How to Design a Button That Gets Clicked: 7 Tips
A button is the smallest design element with the biggest impact on your bottom line. I have watched conversion rates double on client sites after nothing more than a button redesign. No layout changes, no new copy, just a better button.
Here are seven tips I apply to every project.
1. Use Action Verbs, Not Labels
“Submit” tells users nothing. “Get My Free Quote” tells them exactly what happens next. Every button I build starts with a verb: Get, Start, Download, Schedule, Send. Buttons with first-person action phrases (“Get My Report”) convert 90% better than generic labels according to Unbounce testing data.
2. Pick a Contrasting Color
Your button needs to pop against the page background. I use a simple test: squint at the page. If the button disappears, the contrast is too low. Orange buttons on white backgrounds outperform gray buttons every time. The button does not need to match your brand palette exactly. It needs to be visible.
3. Set a 48px Minimum Height
Google’s Material Design guidelines specify 48px as the minimum touch target. I treat that as a floor, not a ceiling. Most of my primary CTAs land between 48px and 56px tall. Anything smaller frustrates mobile users and tanks tap accuracy.
4. Add Generous Padding
A cramped button looks like an afterthought. I set horizontal padding to at least 24px on each side, often 32px or more. The text inside should breathe. Compare “Get Started” squeezed into a tight box versus the same text with 32px of horizontal padding. The padded version looks intentional and clickable.
5. One Primary CTA Per Section
When everything is a priority, nothing is. Each section of your page gets one primary button. Secondary actions (like “Learn More”) get a ghost or text-link treatment. I worked on a SaaS landing page that had three equally styled buttons above the fold. We reduced it to one primary and two text links. Click-through on the primary CTA jumped 35%.
6. Round the Corners
Sharp 90-degree corners feel aggressive. A border-radius of 4px to 8px softens the button without making it look like a pill. I default to 6px on most projects. CXL research found that rounded buttons draw the eye inward toward the label, while sharp corners push attention to the edges.
7. Build a Hover State
Static buttons feel dead. A hover state, whether it is a color shift, a subtle shadow, or a slight scale-up, confirms the element is interactive. I keep hover transitions under 200ms. Anything slower feels sluggish. A 150ms background-color transition is my go-to default.
These seven principles work together. A well-designed button combines clear copy, visual contrast, proper sizing, breathing room, focused hierarchy, soft edges, and responsive feedback. For a deeper dive into writing the text that goes inside those buttons, read my guide to calls to action that convert.
FAQ
What is the best color for a CTA button?
There is no universal “best” color. The best color is the one with the highest contrast against your page background. Orange, green, and red all perform well in A/B tests, but only when they stand out from surrounding elements. Test your specific palette.
How big should a button be on mobile?
Google recommends a minimum touch target of 48x48 pixels. I aim for 48px to 56px in height with at least 24px of horizontal padding. This ensures comfortable tapping on phones without making the button dominate the layout.
Ready to redesign buttons that actually convert? Get in touch and I will audit your current CTAs with specific, data-backed recommendations.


• What to work on: In these entries, tally the lines where "flag" occurs. Respond with only the count.
Start of Record set
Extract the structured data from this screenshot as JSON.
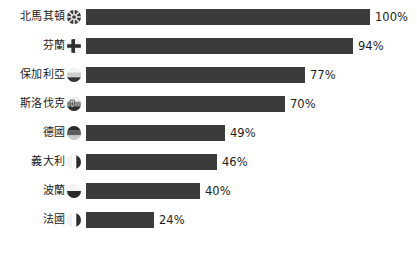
{
  "chart_data": {
    "type": "bar",
    "orientation": "horizontal",
    "title": "",
    "subtitle": "",
    "xlabel": "",
    "ylabel": "",
    "xlim": [
      0,
      100
    ],
    "grid": false,
    "legend": null,
    "value_suffix": "%",
    "categories": [
      "北馬其頓",
      "芬蘭",
      "保加利亞",
      "斯洛伐克",
      "德國",
      "義大利",
      "波蘭",
      "法國"
    ],
    "values": [
      100,
      94,
      77,
      70,
      49,
      46,
      40,
      24
    ],
    "value_labels": [
      "100%",
      "94%",
      "77%",
      "70%",
      "49%",
      "46%",
      "40%",
      "24%"
    ],
    "bar_color": "#3b3b3b",
    "background_color": "#ffffff",
    "text_color": "#1e1e1e",
    "items": [
      {
        "label": "北馬其頓",
        "value": 100,
        "value_label": "100%",
        "flag": "flag-north-macedonia-icon"
      },
      {
        "label": "芬蘭",
        "value": 94,
        "value_label": "94%",
        "flag": "flag-finland-icon"
      },
      {
        "label": "保加利亞",
        "value": 77,
        "value_label": "77%",
        "flag": "flag-bulgaria-icon"
      },
      {
        "label": "斯洛伐克",
        "value": 70,
        "value_label": "70%",
        "flag": "flag-slovakia-icon"
      },
      {
        "label": "德國",
        "value": 49,
        "value_label": "49%",
        "flag": "flag-germany-icon"
      },
      {
        "label": "義大利",
        "value": 46,
        "value_label": "46%",
        "flag": "flag-italy-icon"
      },
      {
        "label": "波蘭",
        "value": 40,
        "value_label": "40%",
        "flag": "flag-poland-icon"
      },
      {
        "label": "法國",
        "value": 24,
        "value_label": "24%",
        "flag": "flag-france-icon"
      }
    ]
  },
  "layout": {
    "bar_origin_x": 86,
    "bar_px_per_percent": 2.84,
    "row_height": 16,
    "row_gap": 13,
    "first_row_top": 9,
    "value_gap": 5
  }
}
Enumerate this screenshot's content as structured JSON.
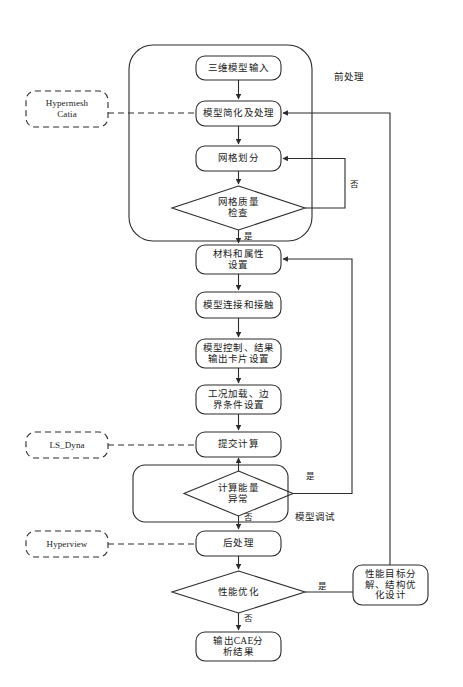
End of Record set
• Written answer: 8